The GOP’s top task right now is clear: fund a massive, sustained defense buildup that fills the munitions and interceptor gaps exposed by the battle with Iran, commits out-year money so a future Democratic Congress can’t starve our forces, and moves with the urgency this moment demands.
The glaring shortfall is not ideology, it’s hardware. We don’t have enough interceptors or munitions to defend ourselves and our partners in the era of missiles and drones, and a half-hearted “crash program” won’t cut it. Republicans should insist on a bold, long-term plan that builds stockpiles for the United States and for allies who rely on us. Israel, Gulf partners and Taiwan need reliable deliveries, and those relationships will come with shared financing and industrial cooperation.
US DRAINS CRITICAL MISSILE STOCKPILES IN IRAN WAR AS YEARSLONG REBUILD LOOMS This is not clickbait, it is reality testing policy. The damage to stockpiles and production lines demands both immediate surges and firm commitments over multiple years to rebuild capacity and deter future aggression. Our spending posture right now must reflect a new normal where fights of this kind are possible again.
“Our procurement system is not designed for serious war fighting,” Dr. Eliot A. Cohen told Aaron MacLean on the latter’s recent edition of the “School of War podcast. “You can see in this conflict the consequences of having had effortless superiority for a long time,” Cohen added. Those words cut to the core: the acquisition process that worked in peacetime superiority is not suited to fast, high-volume war. Fixing procurement is as urgent as buying missiles; speed, modularity and industrial mobilization matter.
Air superiority as we’ve known it is under pressure from cheap, lethal technology. Missiles and unmanned systems change the math of conflict and expose logistics and stockpile vulnerabilities we ignored for decades. We struck hard at Iran’s capabilities and damaged much of its defense industrial base, but that did not eliminate the threat to shipping lanes, bases or regional infrastructure. The next phase of conflict could demand enormous quantities of interceptors in short order.
Surging defensive capabilities to the Gulf and Israel while shoring up our own forces to keep the Strait open is expensive but nonnegotiable. The West’s defense industries, including partners in Israel and Ukraine, are innovating fast, but Congress must send a clear demand signal. That means doubling down on appropriations and locking in out-year funding so a future majority cannot gut the effort after the cameras leave.
Legislative speed matters. We have precedent for moving quickly when the nation faces a crisis, and Republicans should use that playbook now. Leader Thune should marshal trusted senators to design Reconciliation 3.0 with the same urgency Senate leaders showed during past emergencies, and Speaker Johnson’s House should line up to act in weeks, not the usual slog of regular order. If GOP majorities fail to move with pace, they forfeit the one thing voters expect them to do: provide for the common defense.
We must also expect negotiations with Iran to stall or collapse, just as diplomatic pauses in the past have given way to renewed strikes — think Richard Nixon’s Christmas Bombings after Henry Kissinger’s declaration that “peace was at hand” in October of that year. Planning for renewed combat is not paranoia, it is prudence. Commitments now will buy time, deterrence and the industrial capacity to outproduce an adversary when it counts.
Congressional Republicans should treat this as an all-hands, full-throttle moment: fund interceptors, shore up production lines, fix procurement, and lock in multi-year spending. Do it fast, fund it big, and keep the defense industrial base humming. History won’t wait for “regular order,” and neither should we.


Problem statement:
Select the lines below containing the word "screenshot".

Materials provided:
__________
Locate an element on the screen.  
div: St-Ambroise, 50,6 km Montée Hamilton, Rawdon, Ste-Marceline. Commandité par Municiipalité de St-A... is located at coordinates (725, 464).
__________
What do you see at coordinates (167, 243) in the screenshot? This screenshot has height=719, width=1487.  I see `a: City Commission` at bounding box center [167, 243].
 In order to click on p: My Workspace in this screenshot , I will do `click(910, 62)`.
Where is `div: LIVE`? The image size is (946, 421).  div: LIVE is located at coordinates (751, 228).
__________
Solution to the exercise:
What do you see at coordinates (167, 243) in the screenshot? This screenshot has height=719, width=1487.  I see `a: City Commission` at bounding box center [167, 243].
 In order to click on p: My Workspace in this screenshot , I will do `click(910, 62)`.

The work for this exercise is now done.